'Cynicism is fear'
“I think we too often make choices based on the safety of cynicism, and what we’re led to is a life not fully lived. Cynicism is fear, and it’s worse than fear; it’s active disengagement.’’
—Ken Burns (born 1953) celebrated maker of documentary films on topics in American history. His production company is Florentine Films, based in Walpole, N.H. The company’s name came from co-founder Elaine Mayes’s hometown of Florence, Mass. Burns attended Hampshire College, in nearby Amherst, Mass.
Squirrels and season
“Squirrels from treetops listen to
pine wind song. Such overtures of
the season come again and again….’’
-- From “Squirrels in Wind Pine,’’ by David Kherdian, who lives in Florence, a village in Northhampton, Mass. Because it had a thriving silk industry in the 19th Century, the village was named in 1852 after Florence, Italy, for its own thriving silk trade.
A small-town Hollywood for documentaries
It's surprising what you can find in small New England towns. Consider Walpole, N.H., in the southwest corner of the Granite State.
That is where Ken Burns, Elaine Mayes and Roger Sherman, classmates at Hampshire College (in nearby Amherst, Mass.), in 1976 founded a documentary film company called Florentine Films, which went on to produce the famous films The Civil War (1990), Baseball (1994), Jazz (2001), The War (2007), The National Parks: America's Best Idea (2009), Prohibition (2011), The Roosevelts (2014) and The Vietnam War (2017).
The name of the company came from Florence, Mass., Mayes's home town, also in the Connecticut River Valley. A rather cozy company.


### TASK
Return every entry exactly. Leave nothing out.

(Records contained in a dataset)
--

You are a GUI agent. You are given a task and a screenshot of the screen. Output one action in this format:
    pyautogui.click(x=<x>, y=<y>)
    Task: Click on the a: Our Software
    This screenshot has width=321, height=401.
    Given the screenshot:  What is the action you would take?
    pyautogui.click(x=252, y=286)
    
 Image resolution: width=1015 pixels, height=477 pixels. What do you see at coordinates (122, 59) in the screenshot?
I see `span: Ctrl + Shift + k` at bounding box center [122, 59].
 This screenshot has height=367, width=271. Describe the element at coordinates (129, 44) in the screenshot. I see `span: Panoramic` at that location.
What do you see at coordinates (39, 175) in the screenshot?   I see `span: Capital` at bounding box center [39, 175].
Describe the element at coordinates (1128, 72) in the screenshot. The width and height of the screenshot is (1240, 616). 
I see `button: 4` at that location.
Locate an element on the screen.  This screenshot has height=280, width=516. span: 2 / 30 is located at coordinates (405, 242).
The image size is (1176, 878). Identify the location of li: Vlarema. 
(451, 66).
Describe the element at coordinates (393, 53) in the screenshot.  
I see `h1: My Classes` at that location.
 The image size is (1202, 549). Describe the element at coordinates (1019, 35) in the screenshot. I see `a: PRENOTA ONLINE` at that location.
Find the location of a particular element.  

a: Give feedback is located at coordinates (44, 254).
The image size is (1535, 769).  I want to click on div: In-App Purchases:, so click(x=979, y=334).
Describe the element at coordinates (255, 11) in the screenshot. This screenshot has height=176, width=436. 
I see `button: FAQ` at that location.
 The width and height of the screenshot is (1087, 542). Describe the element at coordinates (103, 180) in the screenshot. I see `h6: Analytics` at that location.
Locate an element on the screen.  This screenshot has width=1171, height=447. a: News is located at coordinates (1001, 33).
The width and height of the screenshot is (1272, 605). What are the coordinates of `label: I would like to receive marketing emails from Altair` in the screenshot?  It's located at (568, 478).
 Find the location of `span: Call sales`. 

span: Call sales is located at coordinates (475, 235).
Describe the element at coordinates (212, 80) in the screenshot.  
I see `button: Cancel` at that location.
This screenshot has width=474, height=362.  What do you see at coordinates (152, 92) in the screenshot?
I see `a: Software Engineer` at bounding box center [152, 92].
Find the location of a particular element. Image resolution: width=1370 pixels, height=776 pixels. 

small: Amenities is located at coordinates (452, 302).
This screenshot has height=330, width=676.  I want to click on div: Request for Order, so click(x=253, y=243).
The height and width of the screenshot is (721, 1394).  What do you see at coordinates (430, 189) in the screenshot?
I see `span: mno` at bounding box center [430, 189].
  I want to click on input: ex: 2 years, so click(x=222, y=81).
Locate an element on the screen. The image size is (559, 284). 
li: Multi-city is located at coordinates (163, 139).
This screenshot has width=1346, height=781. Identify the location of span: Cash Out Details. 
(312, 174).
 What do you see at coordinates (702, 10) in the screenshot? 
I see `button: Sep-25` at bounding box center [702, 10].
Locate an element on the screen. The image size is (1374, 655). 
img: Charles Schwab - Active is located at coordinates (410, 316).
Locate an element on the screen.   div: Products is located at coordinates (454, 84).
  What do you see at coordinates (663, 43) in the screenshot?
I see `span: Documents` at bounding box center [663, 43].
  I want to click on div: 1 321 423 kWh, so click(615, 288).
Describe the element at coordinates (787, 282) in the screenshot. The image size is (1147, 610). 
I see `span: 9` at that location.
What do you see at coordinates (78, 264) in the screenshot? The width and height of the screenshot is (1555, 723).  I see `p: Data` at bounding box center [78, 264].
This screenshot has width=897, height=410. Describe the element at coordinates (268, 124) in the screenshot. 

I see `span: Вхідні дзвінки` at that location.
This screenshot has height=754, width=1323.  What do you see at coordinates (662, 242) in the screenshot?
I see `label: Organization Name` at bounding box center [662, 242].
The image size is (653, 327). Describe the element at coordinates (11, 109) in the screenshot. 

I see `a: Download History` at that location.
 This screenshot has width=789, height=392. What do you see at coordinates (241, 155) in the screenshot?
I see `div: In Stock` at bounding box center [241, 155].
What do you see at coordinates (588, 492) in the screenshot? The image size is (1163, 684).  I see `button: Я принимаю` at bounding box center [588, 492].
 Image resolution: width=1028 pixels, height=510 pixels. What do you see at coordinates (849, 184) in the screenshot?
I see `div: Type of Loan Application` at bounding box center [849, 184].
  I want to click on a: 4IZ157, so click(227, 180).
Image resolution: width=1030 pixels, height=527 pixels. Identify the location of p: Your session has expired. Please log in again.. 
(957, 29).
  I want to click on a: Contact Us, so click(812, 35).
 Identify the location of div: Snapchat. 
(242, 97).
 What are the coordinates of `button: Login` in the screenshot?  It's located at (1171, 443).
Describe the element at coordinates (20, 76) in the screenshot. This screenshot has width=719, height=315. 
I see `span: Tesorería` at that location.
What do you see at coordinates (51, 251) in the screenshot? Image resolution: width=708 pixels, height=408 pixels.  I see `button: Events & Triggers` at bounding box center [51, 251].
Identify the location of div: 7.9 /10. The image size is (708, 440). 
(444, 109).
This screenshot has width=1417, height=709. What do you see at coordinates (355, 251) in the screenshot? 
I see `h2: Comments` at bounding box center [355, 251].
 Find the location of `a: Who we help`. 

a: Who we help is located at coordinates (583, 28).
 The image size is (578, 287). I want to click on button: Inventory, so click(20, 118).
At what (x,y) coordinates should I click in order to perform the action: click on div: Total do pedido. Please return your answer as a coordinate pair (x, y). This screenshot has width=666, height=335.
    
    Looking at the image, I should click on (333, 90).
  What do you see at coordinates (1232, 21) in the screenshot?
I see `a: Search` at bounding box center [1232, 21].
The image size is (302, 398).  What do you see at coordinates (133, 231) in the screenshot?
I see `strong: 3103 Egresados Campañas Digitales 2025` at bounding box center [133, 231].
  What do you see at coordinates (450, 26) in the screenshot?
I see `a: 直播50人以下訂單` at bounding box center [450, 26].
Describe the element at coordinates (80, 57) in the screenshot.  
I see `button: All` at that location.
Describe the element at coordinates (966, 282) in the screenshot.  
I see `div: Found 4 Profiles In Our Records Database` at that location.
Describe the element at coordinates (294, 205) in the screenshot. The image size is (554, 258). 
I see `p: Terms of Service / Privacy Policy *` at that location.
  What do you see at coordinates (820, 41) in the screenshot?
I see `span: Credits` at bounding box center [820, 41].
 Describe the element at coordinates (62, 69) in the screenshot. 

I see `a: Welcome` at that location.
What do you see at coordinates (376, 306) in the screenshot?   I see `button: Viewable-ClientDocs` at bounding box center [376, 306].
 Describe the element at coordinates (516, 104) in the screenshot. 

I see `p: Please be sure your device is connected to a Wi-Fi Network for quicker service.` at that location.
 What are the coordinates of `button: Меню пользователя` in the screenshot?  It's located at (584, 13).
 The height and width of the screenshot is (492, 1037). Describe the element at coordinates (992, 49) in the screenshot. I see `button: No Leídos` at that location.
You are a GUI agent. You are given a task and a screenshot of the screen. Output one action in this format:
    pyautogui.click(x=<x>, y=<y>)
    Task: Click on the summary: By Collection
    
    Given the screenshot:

--

### RESULT
You are a GUI agent. You are given a task and a screenshot of the screen. Output one action in this format:
    pyautogui.click(x=<x>, y=<y>)
    Task: Click on the a: Our Software
    This screenshot has width=321, height=401.
    Given the screenshot:  What is the action you would take?
    pyautogui.click(x=252, y=286)
    
 Image resolution: width=1015 pixels, height=477 pixels. What do you see at coordinates (122, 59) in the screenshot?
I see `span: Ctrl + Shift + k` at bounding box center [122, 59].
 This screenshot has height=367, width=271. Describe the element at coordinates (129, 44) in the screenshot. I see `span: Panoramic` at that location.
What do you see at coordinates (39, 175) in the screenshot?   I see `span: Capital` at bounding box center [39, 175].
Describe the element at coordinates (1128, 72) in the screenshot. The width and height of the screenshot is (1240, 616). 
I see `button: 4` at that location.
Locate an element on the screen.  This screenshot has height=280, width=516. span: 2 / 30 is located at coordinates (405, 242).
The image size is (1176, 878). Identify the location of li: Vlarema. 
(451, 66).
Describe the element at coordinates (393, 53) in the screenshot.  
I see `h1: My Classes` at that location.
 The image size is (1202, 549). Describe the element at coordinates (1019, 35) in the screenshot. I see `a: PRENOTA ONLINE` at that location.
Find the location of a particular element.  

a: Give feedback is located at coordinates (44, 254).
The image size is (1535, 769).  I want to click on div: In-App Purchases:, so click(x=979, y=334).
Describe the element at coordinates (255, 11) in the screenshot. This screenshot has height=176, width=436. 
I see `button: FAQ` at that location.
 The width and height of the screenshot is (1087, 542). Describe the element at coordinates (103, 180) in the screenshot. I see `h6: Analytics` at that location.
Locate an element on the screen.  This screenshot has width=1171, height=447. a: News is located at coordinates (1001, 33).
The width and height of the screenshot is (1272, 605). What are the coordinates of `label: I would like to receive marketing emails from Altair` in the screenshot?  It's located at (568, 478).
 Find the location of `span: Call sales`. 

span: Call sales is located at coordinates (475, 235).
Describe the element at coordinates (212, 80) in the screenshot.  
I see `button: Cancel` at that location.
This screenshot has width=474, height=362.  What do you see at coordinates (152, 92) in the screenshot?
I see `a: Software Engineer` at bounding box center [152, 92].
Find the location of a particular element. Image resolution: width=1370 pixels, height=776 pixels. 

small: Amenities is located at coordinates (452, 302).
This screenshot has height=330, width=676.  I want to click on div: Request for Order, so click(x=253, y=243).
The height and width of the screenshot is (721, 1394).  What do you see at coordinates (430, 189) in the screenshot?
I see `span: mno` at bounding box center [430, 189].
  I want to click on input: ex: 2 years, so click(x=222, y=81).
Locate an element on the screen. The image size is (559, 284). 
li: Multi-city is located at coordinates (163, 139).
This screenshot has width=1346, height=781. Identify the location of span: Cash Out Details. 
(312, 174).
 What do you see at coordinates (702, 10) in the screenshot? 
I see `button: Sep-25` at bounding box center [702, 10].
Locate an element on the screen. The image size is (1374, 655). 
img: Charles Schwab - Active is located at coordinates (410, 316).
Locate an element on the screen.   div: Products is located at coordinates (454, 84).
  What do you see at coordinates (663, 43) in the screenshot?
I see `span: Documents` at bounding box center [663, 43].
  I want to click on div: 1 321 423 kWh, so click(615, 288).
Describe the element at coordinates (787, 282) in the screenshot. The image size is (1147, 610). 
I see `span: 9` at that location.
What do you see at coordinates (78, 264) in the screenshot? The width and height of the screenshot is (1555, 723).  I see `p: Data` at bounding box center [78, 264].
This screenshot has width=897, height=410. Describe the element at coordinates (268, 124) in the screenshot. 

I see `span: Вхідні дзвінки` at that location.
This screenshot has height=754, width=1323.  What do you see at coordinates (662, 242) in the screenshot?
I see `label: Organization Name` at bounding box center [662, 242].
The image size is (653, 327). Describe the element at coordinates (11, 109) in the screenshot. 

I see `a: Download History` at that location.
 This screenshot has width=789, height=392. What do you see at coordinates (241, 155) in the screenshot?
I see `div: In Stock` at bounding box center [241, 155].
What do you see at coordinates (588, 492) in the screenshot? The image size is (1163, 684).  I see `button: Я принимаю` at bounding box center [588, 492].
 Image resolution: width=1028 pixels, height=510 pixels. What do you see at coordinates (849, 184) in the screenshot?
I see `div: Type of Loan Application` at bounding box center [849, 184].
  I want to click on a: 4IZ157, so click(227, 180).
Image resolution: width=1030 pixels, height=527 pixels. Identify the location of p: Your session has expired. Please log in again.. 
(957, 29).
  I want to click on a: Contact Us, so click(812, 35).
 Identify the location of div: Snapchat. 
(242, 97).
 What are the coordinates of `button: Login` in the screenshot?  It's located at (1171, 443).
Describe the element at coordinates (20, 76) in the screenshot. This screenshot has width=719, height=315. 
I see `span: Tesorería` at that location.
What do you see at coordinates (51, 251) in the screenshot? Image resolution: width=708 pixels, height=408 pixels.  I see `button: Events & Triggers` at bounding box center [51, 251].
Identify the location of div: 7.9 /10. The image size is (708, 440). 
(444, 109).
This screenshot has width=1417, height=709. What do you see at coordinates (355, 251) in the screenshot? 
I see `h2: Comments` at bounding box center [355, 251].
 Find the location of `a: Who we help`. 

a: Who we help is located at coordinates (583, 28).
 The image size is (578, 287). I want to click on button: Inventory, so click(20, 118).
At what (x,y) coordinates should I click in order to perform the action: click on div: Total do pedido. Please return your answer as a coordinate pair (x, y). This screenshot has width=666, height=335.
    
    Looking at the image, I should click on (333, 90).
  What do you see at coordinates (1232, 21) in the screenshot?
I see `a: Search` at bounding box center [1232, 21].
The image size is (302, 398).  What do you see at coordinates (133, 231) in the screenshot?
I see `strong: 3103 Egresados Campañas Digitales 2025` at bounding box center [133, 231].
  What do you see at coordinates (450, 26) in the screenshot?
I see `a: 直播50人以下訂單` at bounding box center [450, 26].
Describe the element at coordinates (80, 57) in the screenshot.  
I see `button: All` at that location.
Describe the element at coordinates (966, 282) in the screenshot.  
I see `div: Found 4 Profiles In Our Records Database` at that location.
Describe the element at coordinates (294, 205) in the screenshot. The image size is (554, 258). 
I see `p: Terms of Service / Privacy Policy *` at that location.
  What do you see at coordinates (820, 41) in the screenshot?
I see `span: Credits` at bounding box center [820, 41].
 Describe the element at coordinates (62, 69) in the screenshot. 

I see `a: Welcome` at that location.
What do you see at coordinates (376, 306) in the screenshot?   I see `button: Viewable-ClientDocs` at bounding box center [376, 306].
 Describe the element at coordinates (516, 104) in the screenshot. 

I see `p: Please be sure your device is connected to a Wi-Fi Network for quicker service.` at that location.
 What are the coordinates of `button: Меню пользователя` in the screenshot?  It's located at (584, 13).
 The height and width of the screenshot is (492, 1037). Describe the element at coordinates (992, 49) in the screenshot. I see `button: No Leídos` at that location.
You are a GUI agent. You are given a task and a screenshot of the screen. Output one action in this format:
    pyautogui.click(x=<x>, y=<y>)
    Task: Click on the summary: By Collection
    
    Given the screenshot:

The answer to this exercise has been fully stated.